Home Section 8

Now Visiting

We have 4 guests online
The Law, by Bastiat
Member Price: USD $1.89

"... You've got to stand for something, or you'll fall for anything ..."

(C-W Ballad)


Lesson 72 - Socialism and Capitalism Print E-mail

 

State capitalists are those who are correctly termed socialists - although many seek to deny it, change the subject, or to change the meaning of the word.
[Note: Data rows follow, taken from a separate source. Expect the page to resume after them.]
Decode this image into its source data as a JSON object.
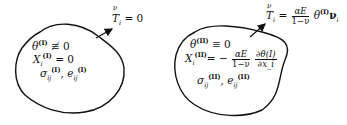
{
  "diagram": {
    "type": "two-body thermoelastic decomposition",
    "left_body": {
      "boundary_condition": {
        "lhs": "T",
        "lhs_over": "ν",
        "sub": "i",
        "rhs": "= 0"
      },
      "field_lines": [
        {
          "symbol": "θ",
          "sup": "(I)",
          "rel": "≢ 0"
        },
        {
          "symbol": "X",
          "sub": "i",
          "sup": "(I)",
          "rel": "= 0"
        },
        {
          "symbol1": "σ",
          "sub1": "ij",
          "sup1": "(I)",
          "sep": ",",
          "symbol2": "e",
          "sub2": "ij",
          "sup2": "(I)"
        }
      ]
    },
    "right_body": {
      "boundary_condition": {
        "lhs": "T",
        "lhs_over": "ν",
        "sub": "i",
        "eq": "=",
        "frac_num": "αE",
        "frac_den": "1−ν",
        "tail": "θ",
        "tail_sup": "(I)",
        "tail_vec": "ν",
        "tail_sub": "i"
      },
      "field_lines": [
        {
          "symbol": "θ",
          "sup": "(II)",
          "rel": "≡ 0"
        },
        {
          "symbol": "X",
          "sub": "i",
          "sup": "(II)",
          "rel": "= −",
          "frac1_num": "αE",
          "frac1_den": "1−ν",
          "frac2_num": "∂θ(I)",
          "frac2_den": "∂x_i"
        },
        {
          "symbol1": "σ",
          "sub1": "ij",
          "sup1": "(II)",
          "sep": ",",
          "symbol2": "e",
          "sub2": "ij",
          "sup2": "(II)"
        }
      ]
    },
    "colors": {
      "ink": "#111111",
      "background": "#ffffff"
    }
  }
}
Socialists object to private capitalism on many grounds, including:

  1. An objection to profits - because they say, some seem to benefit more than others.
  2. A fear of monopoly - because it is imagined that without governmental interference one man would ultimately own everything.
  3. A contention that businessmen and industrialists are cruel and greedy.
  4. The argument that the Industrial Revolution proved conclusively that when there are free markets with a minimum of government regulation and interference (laissez-faire), unemployment is the result, human exploitation occurs, and the working classes are degraded.
  5. The argument that early private capitalism led to "the age of the Robber Barons".
  6. The contention that when there was a free market economy following World War I, it caused a Great Depression that was cured only by the massive intervention of the state.
  7. The counter-contention that when government owns or at least strongly controls or regulates the tools, means, resources, and methods of production and distribution -- that all of the above evils can be avoided.

Therefore, socialists (statists) overwhelmingly favor either:

  1. Total outright ownership of the tools, means, resources, and methods of production and distribution by the state (government); or
  2. Partial or nominal ownership of some of the tools, means, resources, and/or methods of production and distribution by the state (government), with strong authoritarian control and regulation of all that remains privately held.

Of these two, we can see that the second is actually more aligned with fascism - and that fascism and socialism each have a great deal more in common than not.

And what of "communism"?

In theory, under communism "everybody owns everything in equal partnership".  Decisions and control are exercised equally and collectively by members of the community, rather than with government owning and controlling.

Communism in practice however quickly becomes nothing more or less than a hideous combination of socialism and fascism, where although all are theoretically equal in ownership and control - some inevitably become more equal than others.